Residential energy use represents roughly one-fifth of annual greenhouse gas emissions in the United States.

A team of researchers used data from 60 million individual United States households to look into how carbon emissions resulting from household energy use vary by race and ethnicity across the country.

Paradoxically, this first national-level analysis found that even though energy-efficient homes are more often found in white neighborhoods, carbon emissions from these neighborhoods are higher than in African American neighborhoods.

“Our analysis shows that homes in majority African American communities have poorer energy efficiency than those in Caucasian neighborhoods. However, carbon emissions are still higher in Caucasian neighborhoods because homes in these areas are generally larger,” says Benjamin Goldstein, assistant professor in McGill University’s department of bioresource engineering and lead author of the study.

The study appears in the journal Energy Research & Social Science. Coauthors are Joshua Newell and Tony Reames of the University of Michigan School for Environment and Sustainability.

The research team arrived at its conclusions by using statistical modeling to look at factors such as building age, ownership, and size by neighborhood. They also point to the fact that historical housing policies, particularly “redlining“—a discriminatory practice in which banks withheld loans from potential customers who resided in neighborhoods considered “financially risky”—overwhelmingly affected African American neighborhoods and forestalled home improvements that would reduce energy demand.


> **About this task**
Show all lines from the records below in which the string "Months" is present.

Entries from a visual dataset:
BEGIN

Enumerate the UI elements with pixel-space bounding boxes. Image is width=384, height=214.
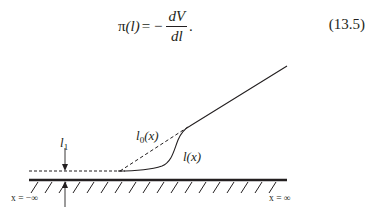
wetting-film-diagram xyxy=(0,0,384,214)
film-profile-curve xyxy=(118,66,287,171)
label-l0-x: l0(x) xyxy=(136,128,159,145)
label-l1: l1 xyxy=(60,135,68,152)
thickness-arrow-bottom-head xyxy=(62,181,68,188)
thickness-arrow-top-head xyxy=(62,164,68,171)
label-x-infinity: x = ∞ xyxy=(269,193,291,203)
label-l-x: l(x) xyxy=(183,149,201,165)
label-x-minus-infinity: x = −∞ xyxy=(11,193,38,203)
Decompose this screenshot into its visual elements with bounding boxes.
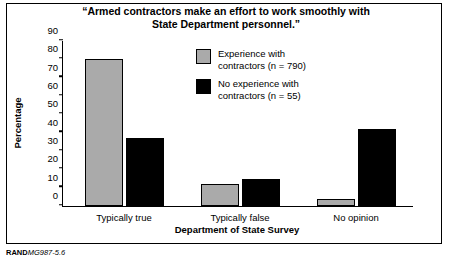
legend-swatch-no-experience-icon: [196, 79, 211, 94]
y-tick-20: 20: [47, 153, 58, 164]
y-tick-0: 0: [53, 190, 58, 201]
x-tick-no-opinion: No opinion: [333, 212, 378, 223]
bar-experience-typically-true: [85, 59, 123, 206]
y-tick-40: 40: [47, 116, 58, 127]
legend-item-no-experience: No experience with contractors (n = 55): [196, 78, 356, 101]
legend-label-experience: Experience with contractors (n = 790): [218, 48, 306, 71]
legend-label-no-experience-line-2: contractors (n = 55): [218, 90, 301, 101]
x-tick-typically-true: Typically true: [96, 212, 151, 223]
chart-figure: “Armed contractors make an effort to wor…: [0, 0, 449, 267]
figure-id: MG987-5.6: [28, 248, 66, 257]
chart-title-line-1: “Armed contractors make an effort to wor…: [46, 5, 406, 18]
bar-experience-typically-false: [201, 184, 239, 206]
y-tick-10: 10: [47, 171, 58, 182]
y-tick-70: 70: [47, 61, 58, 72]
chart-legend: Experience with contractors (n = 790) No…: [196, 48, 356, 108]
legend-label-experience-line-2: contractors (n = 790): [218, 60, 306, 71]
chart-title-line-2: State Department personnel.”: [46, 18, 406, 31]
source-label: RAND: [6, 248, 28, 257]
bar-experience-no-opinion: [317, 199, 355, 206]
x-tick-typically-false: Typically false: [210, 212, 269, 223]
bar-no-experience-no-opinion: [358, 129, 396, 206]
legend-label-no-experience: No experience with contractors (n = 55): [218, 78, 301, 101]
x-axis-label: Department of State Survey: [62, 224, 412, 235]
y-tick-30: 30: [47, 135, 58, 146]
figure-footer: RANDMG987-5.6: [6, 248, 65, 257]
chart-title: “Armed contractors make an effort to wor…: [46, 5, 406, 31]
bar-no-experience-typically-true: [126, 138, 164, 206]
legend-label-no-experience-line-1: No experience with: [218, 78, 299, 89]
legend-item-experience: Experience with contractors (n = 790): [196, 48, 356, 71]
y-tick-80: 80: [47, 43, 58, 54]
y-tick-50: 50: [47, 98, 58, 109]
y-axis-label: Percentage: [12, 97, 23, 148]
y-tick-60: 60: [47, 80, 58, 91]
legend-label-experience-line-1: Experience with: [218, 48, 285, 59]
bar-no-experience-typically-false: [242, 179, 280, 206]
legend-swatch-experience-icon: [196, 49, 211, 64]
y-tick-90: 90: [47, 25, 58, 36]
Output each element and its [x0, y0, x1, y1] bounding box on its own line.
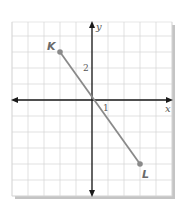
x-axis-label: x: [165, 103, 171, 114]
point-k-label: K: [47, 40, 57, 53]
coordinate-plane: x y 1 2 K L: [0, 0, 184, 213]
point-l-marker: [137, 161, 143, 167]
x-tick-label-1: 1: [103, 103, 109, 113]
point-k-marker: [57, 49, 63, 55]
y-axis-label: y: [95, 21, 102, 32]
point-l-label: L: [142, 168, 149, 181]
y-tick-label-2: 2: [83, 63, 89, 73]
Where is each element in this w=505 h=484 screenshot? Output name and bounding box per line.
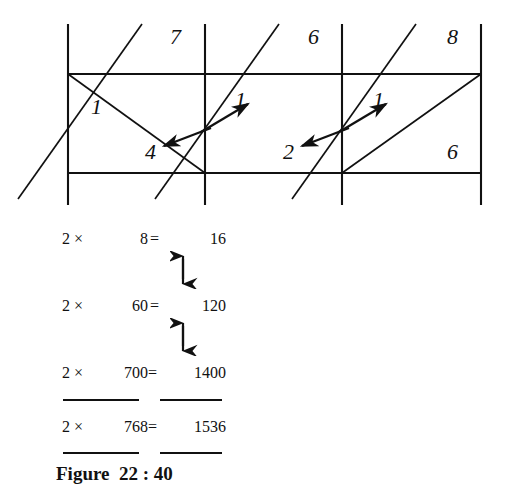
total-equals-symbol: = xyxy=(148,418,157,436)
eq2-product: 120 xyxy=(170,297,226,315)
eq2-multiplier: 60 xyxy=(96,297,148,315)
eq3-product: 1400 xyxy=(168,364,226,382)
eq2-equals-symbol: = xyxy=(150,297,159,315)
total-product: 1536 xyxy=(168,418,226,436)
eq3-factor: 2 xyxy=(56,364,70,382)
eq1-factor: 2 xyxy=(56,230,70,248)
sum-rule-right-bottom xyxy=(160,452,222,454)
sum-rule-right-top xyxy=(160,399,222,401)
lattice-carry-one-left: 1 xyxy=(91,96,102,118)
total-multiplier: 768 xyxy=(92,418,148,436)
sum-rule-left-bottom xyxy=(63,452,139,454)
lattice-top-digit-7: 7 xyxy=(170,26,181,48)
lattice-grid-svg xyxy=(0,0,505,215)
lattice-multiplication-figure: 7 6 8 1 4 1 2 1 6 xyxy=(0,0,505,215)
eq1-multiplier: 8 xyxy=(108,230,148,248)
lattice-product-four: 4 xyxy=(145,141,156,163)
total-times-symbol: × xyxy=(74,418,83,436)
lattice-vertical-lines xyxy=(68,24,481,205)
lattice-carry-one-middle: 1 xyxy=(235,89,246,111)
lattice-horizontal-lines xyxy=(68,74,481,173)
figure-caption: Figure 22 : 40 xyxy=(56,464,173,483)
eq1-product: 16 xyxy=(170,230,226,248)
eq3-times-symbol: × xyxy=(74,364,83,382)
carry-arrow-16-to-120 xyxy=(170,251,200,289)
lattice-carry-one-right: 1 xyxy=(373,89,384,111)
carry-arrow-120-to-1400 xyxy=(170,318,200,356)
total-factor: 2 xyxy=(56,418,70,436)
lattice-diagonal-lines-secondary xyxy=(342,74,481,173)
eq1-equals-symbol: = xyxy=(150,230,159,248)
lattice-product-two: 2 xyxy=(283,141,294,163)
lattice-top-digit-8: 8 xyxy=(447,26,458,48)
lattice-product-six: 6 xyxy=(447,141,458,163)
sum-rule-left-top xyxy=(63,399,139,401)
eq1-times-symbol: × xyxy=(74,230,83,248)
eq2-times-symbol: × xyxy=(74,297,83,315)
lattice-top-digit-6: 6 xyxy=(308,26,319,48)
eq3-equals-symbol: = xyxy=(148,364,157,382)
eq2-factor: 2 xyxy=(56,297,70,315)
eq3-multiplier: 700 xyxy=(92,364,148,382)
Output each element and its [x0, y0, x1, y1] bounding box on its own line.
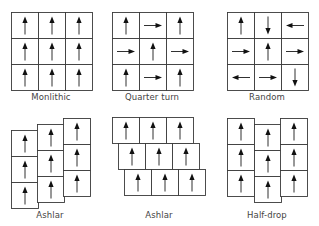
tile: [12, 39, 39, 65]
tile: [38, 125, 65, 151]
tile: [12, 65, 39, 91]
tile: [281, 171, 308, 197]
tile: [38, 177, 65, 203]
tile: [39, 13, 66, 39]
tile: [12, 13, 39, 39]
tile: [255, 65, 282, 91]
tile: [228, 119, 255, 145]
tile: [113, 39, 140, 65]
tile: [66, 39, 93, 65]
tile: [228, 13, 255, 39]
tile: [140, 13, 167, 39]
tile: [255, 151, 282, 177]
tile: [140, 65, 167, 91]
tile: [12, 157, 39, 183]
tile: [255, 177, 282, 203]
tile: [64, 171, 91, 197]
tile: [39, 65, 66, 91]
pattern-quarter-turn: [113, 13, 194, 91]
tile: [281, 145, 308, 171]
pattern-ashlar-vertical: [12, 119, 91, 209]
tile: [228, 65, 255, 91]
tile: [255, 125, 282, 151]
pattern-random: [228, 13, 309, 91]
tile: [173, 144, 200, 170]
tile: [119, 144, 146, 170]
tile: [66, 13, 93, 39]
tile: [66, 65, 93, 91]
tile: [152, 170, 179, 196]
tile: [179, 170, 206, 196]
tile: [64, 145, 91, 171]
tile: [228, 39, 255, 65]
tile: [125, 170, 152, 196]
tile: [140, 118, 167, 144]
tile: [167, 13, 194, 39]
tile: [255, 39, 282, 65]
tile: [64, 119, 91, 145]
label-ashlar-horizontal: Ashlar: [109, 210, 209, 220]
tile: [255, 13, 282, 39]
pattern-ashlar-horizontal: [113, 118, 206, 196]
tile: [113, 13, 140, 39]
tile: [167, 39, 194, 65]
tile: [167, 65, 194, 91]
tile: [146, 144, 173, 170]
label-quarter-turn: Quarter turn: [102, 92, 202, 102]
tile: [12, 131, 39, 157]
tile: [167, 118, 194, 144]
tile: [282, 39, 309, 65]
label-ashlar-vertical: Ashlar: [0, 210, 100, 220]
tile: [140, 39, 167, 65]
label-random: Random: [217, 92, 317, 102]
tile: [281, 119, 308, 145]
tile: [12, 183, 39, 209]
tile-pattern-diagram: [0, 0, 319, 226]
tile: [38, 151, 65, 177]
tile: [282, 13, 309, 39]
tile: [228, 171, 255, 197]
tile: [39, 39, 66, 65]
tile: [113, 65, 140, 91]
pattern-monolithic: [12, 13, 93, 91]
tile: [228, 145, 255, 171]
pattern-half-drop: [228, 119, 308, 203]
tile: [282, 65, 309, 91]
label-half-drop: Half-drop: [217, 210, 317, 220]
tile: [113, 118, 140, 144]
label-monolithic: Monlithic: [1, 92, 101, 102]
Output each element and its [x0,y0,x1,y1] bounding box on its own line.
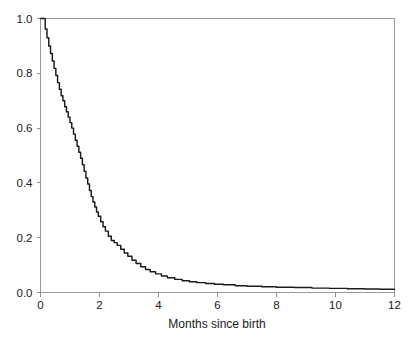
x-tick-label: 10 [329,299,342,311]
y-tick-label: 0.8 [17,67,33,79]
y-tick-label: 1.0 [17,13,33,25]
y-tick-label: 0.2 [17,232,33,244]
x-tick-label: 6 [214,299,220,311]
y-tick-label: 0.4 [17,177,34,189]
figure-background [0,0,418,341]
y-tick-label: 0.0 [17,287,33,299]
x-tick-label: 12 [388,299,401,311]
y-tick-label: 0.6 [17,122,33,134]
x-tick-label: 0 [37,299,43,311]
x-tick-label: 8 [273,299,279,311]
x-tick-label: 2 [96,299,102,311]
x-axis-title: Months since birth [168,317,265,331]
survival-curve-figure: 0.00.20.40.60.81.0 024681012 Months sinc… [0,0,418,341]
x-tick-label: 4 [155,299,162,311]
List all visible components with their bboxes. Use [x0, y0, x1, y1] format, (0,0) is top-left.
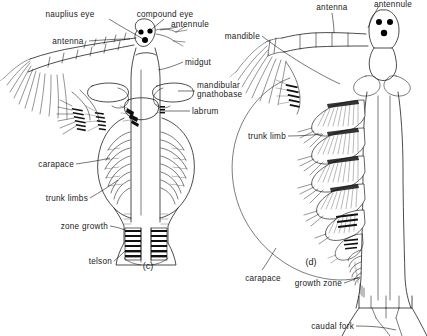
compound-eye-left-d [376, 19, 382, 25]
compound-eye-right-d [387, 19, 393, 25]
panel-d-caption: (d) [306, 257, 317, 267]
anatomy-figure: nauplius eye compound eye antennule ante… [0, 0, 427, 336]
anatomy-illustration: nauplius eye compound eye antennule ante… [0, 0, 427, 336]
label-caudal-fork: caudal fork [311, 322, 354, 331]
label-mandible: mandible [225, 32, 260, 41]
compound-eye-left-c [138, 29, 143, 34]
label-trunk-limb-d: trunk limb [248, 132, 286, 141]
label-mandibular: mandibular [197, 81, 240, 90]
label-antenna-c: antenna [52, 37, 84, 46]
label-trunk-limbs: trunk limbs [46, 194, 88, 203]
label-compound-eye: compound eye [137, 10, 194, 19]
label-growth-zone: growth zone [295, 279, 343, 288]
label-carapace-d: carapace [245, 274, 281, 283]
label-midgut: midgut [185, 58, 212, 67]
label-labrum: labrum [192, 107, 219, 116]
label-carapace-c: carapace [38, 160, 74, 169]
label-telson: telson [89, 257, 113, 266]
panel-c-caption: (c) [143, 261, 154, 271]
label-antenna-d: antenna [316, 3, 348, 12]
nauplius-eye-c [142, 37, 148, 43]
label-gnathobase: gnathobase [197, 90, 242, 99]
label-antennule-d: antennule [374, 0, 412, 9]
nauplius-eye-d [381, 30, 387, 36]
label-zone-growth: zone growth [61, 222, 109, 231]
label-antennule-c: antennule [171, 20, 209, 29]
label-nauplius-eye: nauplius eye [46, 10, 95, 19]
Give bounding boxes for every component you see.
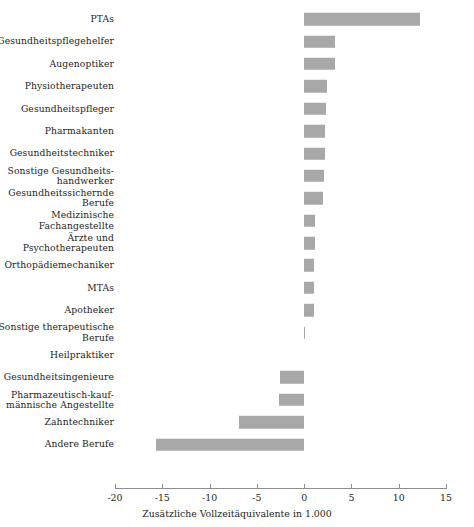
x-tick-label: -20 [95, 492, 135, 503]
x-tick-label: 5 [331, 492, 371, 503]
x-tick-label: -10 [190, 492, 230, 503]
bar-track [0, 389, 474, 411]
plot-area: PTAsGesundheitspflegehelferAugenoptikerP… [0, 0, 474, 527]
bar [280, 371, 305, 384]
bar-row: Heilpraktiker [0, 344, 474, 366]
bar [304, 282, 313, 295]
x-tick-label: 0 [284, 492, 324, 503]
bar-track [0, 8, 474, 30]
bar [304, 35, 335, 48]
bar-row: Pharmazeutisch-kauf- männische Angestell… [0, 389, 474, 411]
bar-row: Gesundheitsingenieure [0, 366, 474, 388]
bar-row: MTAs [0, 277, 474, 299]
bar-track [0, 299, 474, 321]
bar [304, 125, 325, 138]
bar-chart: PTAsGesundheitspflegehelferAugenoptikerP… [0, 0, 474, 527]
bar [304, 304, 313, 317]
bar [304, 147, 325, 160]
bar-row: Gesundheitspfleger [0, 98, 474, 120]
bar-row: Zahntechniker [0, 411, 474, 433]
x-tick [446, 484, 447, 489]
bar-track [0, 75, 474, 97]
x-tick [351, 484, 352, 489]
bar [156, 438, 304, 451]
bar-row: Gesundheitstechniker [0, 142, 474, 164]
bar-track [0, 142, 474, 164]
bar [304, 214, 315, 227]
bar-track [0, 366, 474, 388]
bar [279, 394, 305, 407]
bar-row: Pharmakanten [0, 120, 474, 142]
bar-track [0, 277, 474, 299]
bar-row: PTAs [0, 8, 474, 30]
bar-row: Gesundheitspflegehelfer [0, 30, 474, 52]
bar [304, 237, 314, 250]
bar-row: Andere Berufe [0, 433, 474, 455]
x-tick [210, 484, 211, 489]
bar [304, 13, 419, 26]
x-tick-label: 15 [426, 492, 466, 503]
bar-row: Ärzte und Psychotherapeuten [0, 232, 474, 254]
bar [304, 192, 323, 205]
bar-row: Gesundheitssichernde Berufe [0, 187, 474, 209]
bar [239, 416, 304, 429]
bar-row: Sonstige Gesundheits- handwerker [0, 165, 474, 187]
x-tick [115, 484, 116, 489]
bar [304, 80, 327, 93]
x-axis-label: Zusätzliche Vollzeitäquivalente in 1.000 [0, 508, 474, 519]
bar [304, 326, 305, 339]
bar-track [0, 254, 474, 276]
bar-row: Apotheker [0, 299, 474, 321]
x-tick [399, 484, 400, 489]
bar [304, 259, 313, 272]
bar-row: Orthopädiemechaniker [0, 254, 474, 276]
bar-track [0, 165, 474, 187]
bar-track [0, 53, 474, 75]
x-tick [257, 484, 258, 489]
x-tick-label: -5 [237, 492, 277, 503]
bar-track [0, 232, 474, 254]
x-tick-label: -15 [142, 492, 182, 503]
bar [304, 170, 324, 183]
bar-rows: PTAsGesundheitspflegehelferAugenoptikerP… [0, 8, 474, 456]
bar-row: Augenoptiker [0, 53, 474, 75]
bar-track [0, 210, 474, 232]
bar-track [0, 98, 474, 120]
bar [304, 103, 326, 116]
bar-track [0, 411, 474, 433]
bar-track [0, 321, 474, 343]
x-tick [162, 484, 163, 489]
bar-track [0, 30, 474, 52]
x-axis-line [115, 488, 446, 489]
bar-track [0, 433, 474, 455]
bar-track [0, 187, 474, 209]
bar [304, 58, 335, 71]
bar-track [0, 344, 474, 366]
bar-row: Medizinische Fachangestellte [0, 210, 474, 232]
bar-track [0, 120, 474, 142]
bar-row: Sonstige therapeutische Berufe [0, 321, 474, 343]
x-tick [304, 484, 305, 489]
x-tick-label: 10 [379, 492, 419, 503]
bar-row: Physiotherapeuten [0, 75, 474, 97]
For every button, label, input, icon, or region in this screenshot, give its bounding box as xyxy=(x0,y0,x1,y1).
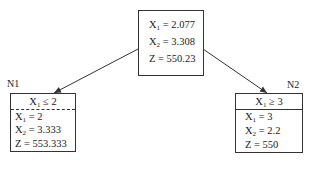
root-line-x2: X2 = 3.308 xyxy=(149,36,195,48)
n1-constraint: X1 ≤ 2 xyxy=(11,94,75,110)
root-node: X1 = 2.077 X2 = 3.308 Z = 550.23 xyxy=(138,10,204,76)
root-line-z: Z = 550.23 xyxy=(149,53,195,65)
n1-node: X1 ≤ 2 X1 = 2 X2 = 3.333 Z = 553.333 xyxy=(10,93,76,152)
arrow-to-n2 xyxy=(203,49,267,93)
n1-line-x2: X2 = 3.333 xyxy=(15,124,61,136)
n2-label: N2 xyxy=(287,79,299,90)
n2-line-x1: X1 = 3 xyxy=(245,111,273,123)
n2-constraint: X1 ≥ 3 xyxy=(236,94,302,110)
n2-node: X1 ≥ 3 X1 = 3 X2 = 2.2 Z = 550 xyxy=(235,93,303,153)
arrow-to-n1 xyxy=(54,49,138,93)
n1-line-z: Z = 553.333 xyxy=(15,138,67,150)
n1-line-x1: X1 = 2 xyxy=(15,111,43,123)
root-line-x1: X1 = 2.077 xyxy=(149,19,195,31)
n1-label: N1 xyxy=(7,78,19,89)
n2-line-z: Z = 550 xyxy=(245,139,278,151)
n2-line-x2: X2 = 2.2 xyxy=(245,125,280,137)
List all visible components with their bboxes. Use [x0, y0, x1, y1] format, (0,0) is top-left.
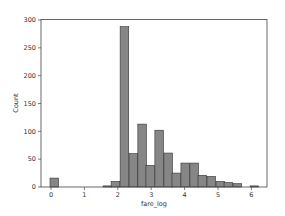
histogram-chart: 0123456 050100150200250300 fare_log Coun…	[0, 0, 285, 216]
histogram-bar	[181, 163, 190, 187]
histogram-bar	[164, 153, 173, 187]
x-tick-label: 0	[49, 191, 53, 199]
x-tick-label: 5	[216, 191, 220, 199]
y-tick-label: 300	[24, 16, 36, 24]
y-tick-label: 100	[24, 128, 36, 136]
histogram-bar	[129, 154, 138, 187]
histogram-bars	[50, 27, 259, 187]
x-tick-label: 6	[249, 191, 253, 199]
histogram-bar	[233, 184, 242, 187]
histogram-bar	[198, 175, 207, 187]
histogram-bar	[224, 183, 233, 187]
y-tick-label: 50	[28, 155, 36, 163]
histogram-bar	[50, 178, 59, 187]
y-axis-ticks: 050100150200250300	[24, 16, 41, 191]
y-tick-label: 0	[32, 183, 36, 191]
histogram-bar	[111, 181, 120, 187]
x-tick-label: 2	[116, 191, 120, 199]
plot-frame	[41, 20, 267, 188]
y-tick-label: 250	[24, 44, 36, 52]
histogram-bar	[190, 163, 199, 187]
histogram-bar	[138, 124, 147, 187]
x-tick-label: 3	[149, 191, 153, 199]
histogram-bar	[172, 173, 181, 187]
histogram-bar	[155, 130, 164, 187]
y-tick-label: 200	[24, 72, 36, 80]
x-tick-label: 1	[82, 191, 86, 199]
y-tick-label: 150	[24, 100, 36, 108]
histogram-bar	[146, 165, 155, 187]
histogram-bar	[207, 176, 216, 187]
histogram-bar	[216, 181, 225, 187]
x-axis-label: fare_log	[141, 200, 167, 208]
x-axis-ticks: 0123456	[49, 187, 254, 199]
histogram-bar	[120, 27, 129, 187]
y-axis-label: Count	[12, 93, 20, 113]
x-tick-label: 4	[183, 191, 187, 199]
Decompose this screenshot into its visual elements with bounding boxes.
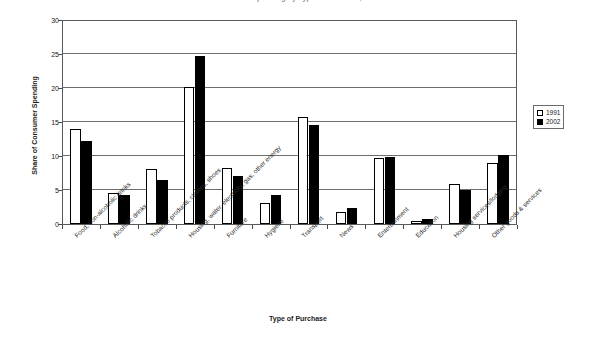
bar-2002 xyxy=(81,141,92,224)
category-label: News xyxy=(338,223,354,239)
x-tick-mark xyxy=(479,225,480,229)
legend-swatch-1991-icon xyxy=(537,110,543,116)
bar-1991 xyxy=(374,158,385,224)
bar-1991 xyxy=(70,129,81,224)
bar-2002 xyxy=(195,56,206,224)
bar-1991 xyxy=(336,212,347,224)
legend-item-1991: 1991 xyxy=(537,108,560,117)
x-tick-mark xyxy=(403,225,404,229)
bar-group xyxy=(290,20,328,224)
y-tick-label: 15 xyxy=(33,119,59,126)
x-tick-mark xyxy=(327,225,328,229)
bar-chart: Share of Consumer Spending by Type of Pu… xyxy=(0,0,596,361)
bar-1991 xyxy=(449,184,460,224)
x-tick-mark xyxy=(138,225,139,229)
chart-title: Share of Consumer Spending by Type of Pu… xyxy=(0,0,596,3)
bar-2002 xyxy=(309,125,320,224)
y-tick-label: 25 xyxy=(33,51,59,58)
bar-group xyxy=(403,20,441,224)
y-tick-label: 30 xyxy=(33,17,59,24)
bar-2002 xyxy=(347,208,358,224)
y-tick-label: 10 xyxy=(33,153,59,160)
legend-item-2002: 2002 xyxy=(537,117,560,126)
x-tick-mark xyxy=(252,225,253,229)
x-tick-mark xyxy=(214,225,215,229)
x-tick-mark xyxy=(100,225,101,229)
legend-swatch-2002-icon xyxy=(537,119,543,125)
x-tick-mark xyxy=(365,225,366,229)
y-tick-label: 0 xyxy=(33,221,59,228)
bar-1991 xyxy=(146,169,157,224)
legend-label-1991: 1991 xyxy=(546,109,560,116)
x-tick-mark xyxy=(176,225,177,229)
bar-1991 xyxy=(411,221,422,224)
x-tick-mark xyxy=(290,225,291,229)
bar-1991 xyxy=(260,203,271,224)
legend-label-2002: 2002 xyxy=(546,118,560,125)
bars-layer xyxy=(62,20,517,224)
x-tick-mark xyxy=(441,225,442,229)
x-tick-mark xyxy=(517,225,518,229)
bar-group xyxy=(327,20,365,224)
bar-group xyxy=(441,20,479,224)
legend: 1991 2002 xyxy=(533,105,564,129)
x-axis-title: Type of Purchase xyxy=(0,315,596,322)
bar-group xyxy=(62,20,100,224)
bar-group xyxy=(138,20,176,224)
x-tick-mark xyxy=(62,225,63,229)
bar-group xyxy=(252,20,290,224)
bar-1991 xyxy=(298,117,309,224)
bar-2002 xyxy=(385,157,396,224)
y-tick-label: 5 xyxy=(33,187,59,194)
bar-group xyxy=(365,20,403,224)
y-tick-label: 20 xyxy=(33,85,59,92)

END

> **Answer for this exercise**
x-axis-title: Months since birth [168,317,265,331]
survival-curve-figure: 0.00.20.40.60.81.0 024681012 Months sinc… [0,0,418,341]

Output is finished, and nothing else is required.